Haxan: Witchcraft Through the Ages
Mirror Phantom Engineer
Mirror and Phantom Engineer performing an improvised soundtrack to Benjamin Christensen’s 1922 horror film prototype, Haxan: Witchcraft through the Ages.
Arika have been creating events since 2001. The Archive is space to share the documentation of our work, over 600 events from the past 20 years. Browse the archive by event, artists and collections, explore using theme pairs, or use the index for a comprehensive overview.
Mirror and Phantom Engineer performing an improvised soundtrack to Benjamin Christensen’s 1922 horror film prototype, Haxan: Witchcraft through the Ages.
Live ISDN drone performance resonating between Dundee and an empty Montreal Grain Silo.
First live show outside the USA featuring one-off film pieces and live theatre from the ringleaders of the ‘weird new America’ psych folk explosion.
Three intimate 45 minute sessions, reading your political questions – using Tarot, Palmistry, Reiki, Astrology, and Philosophy, and the invented methods of Fake and Political Therapy.
Complex ways of understanding our complex times. Maths & Poetics. Gesture & Physics. Collectivist Struggle & Desire. 5 days of performances, discussions, screenings and study sessions.
A multi-speaker, electronic, spacious and spatial performance from Florian Hecker.
Is it possible to dance our way out of the hardened stances and identity prisons we are locked in?
A confrontational and somehow shamanic stance; introspective silences shattered by savage jabs at the strings, whirlwind strums dying into spartan chords
A joyful conversation discussing disability, gender transition and care labour as expressions of virtuosic and innovative skills that make care – good care – possible.
Sean and Taku share an interest in structure, space and time. A spartan, abstract, considered and surprisingly musical set.
Includes: solar flares, insect fireworks, a new film from Ian Helliwell, pulsating glaciers, an apple being eaten alive, sea ravaged stock, crushed blackberries and film that has literally risen from the grave.
Final workshop exploring work, care and class. Does the ‘care industry’ summon forth its own class? Can this ‘affective class’, in their ability to care for others, militate against the carelessness of self-interest?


_TASK TO CARRY OUT_
No picture belongs in the copy. Repeat each line below exactly.

_INPUT RECORDS_
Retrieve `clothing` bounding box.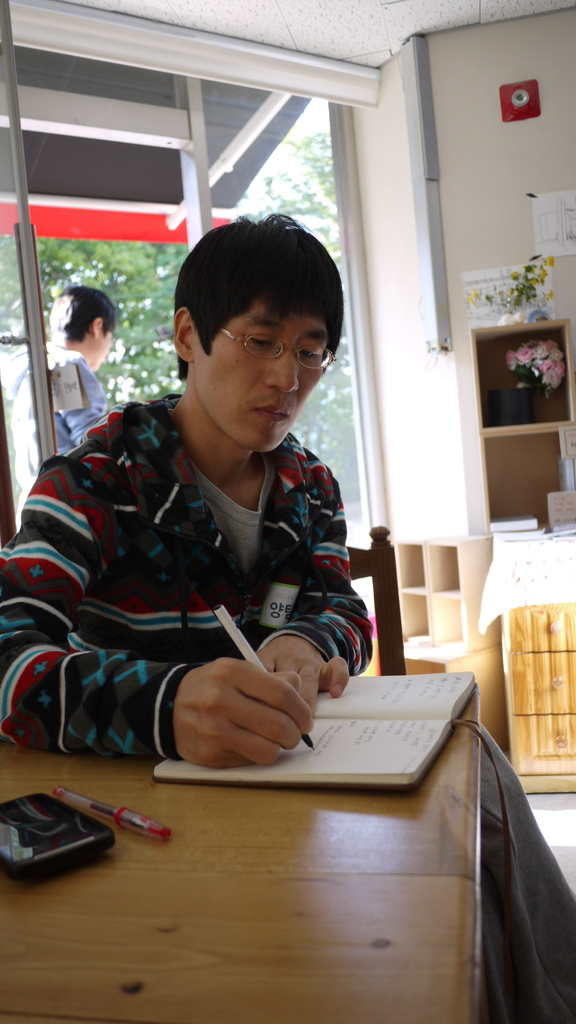
Bounding box: 0, 341, 122, 505.
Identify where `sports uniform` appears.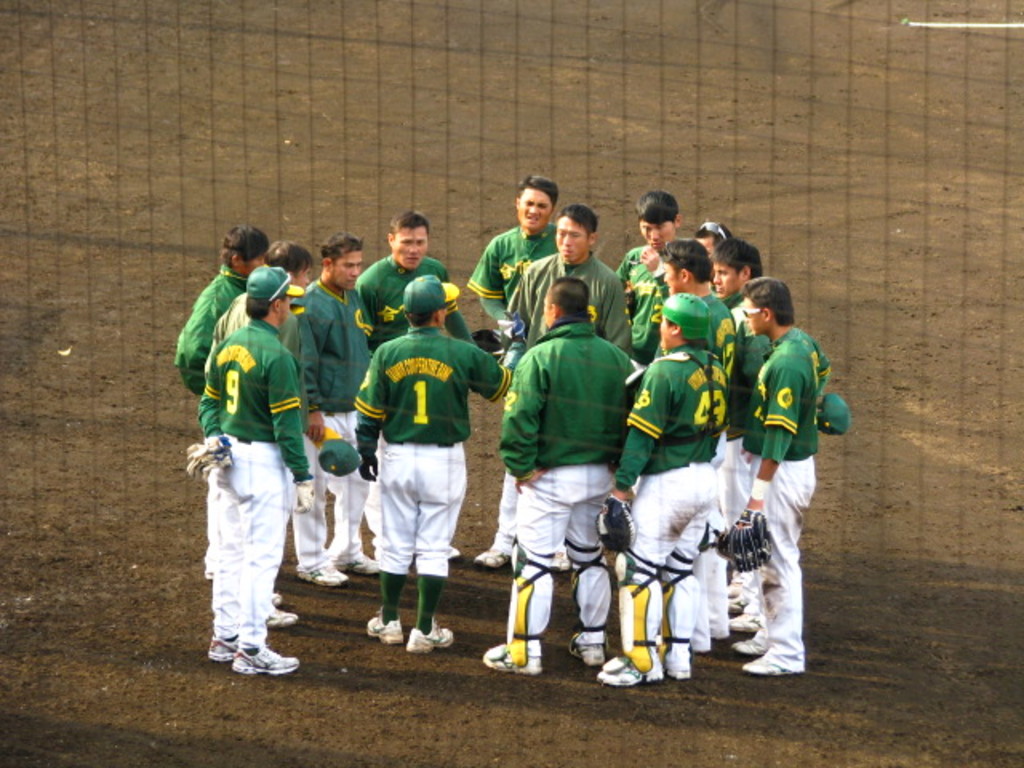
Appears at x1=357 y1=285 x2=517 y2=656.
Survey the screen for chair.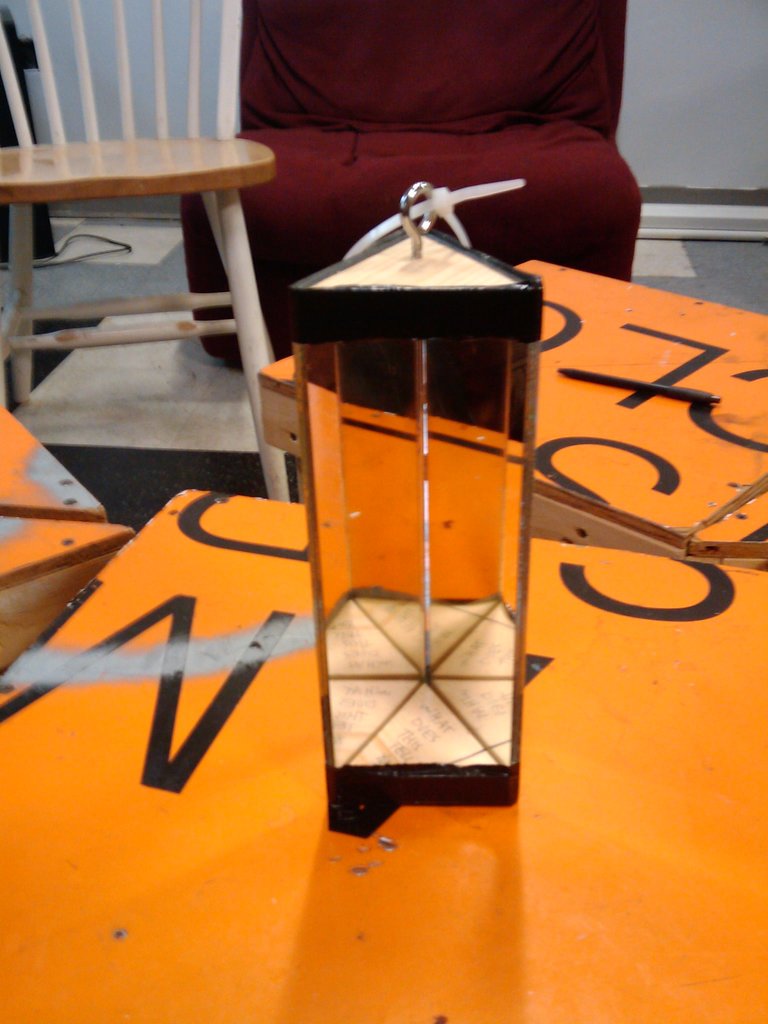
Survey found: pyautogui.locateOnScreen(14, 84, 317, 479).
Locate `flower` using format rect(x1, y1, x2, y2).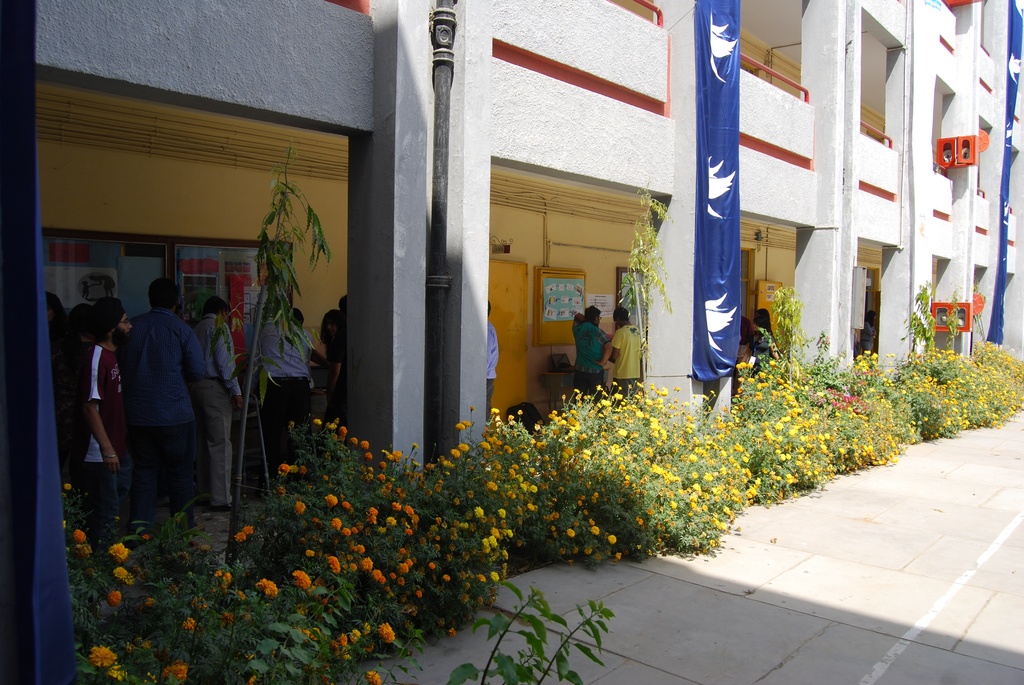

_YOUR SOLUTION_
Retrieve `clothing` bounding box.
Bounding box: 0, 341, 122, 505.
Identify where `sports uniform` appears.
Appears at x1=357 y1=285 x2=517 y2=656.
Survey the screen for chair.
Survey found: pyautogui.locateOnScreen(14, 84, 317, 479).
Locate `flower` using format rect(x1, y1, x2, y2).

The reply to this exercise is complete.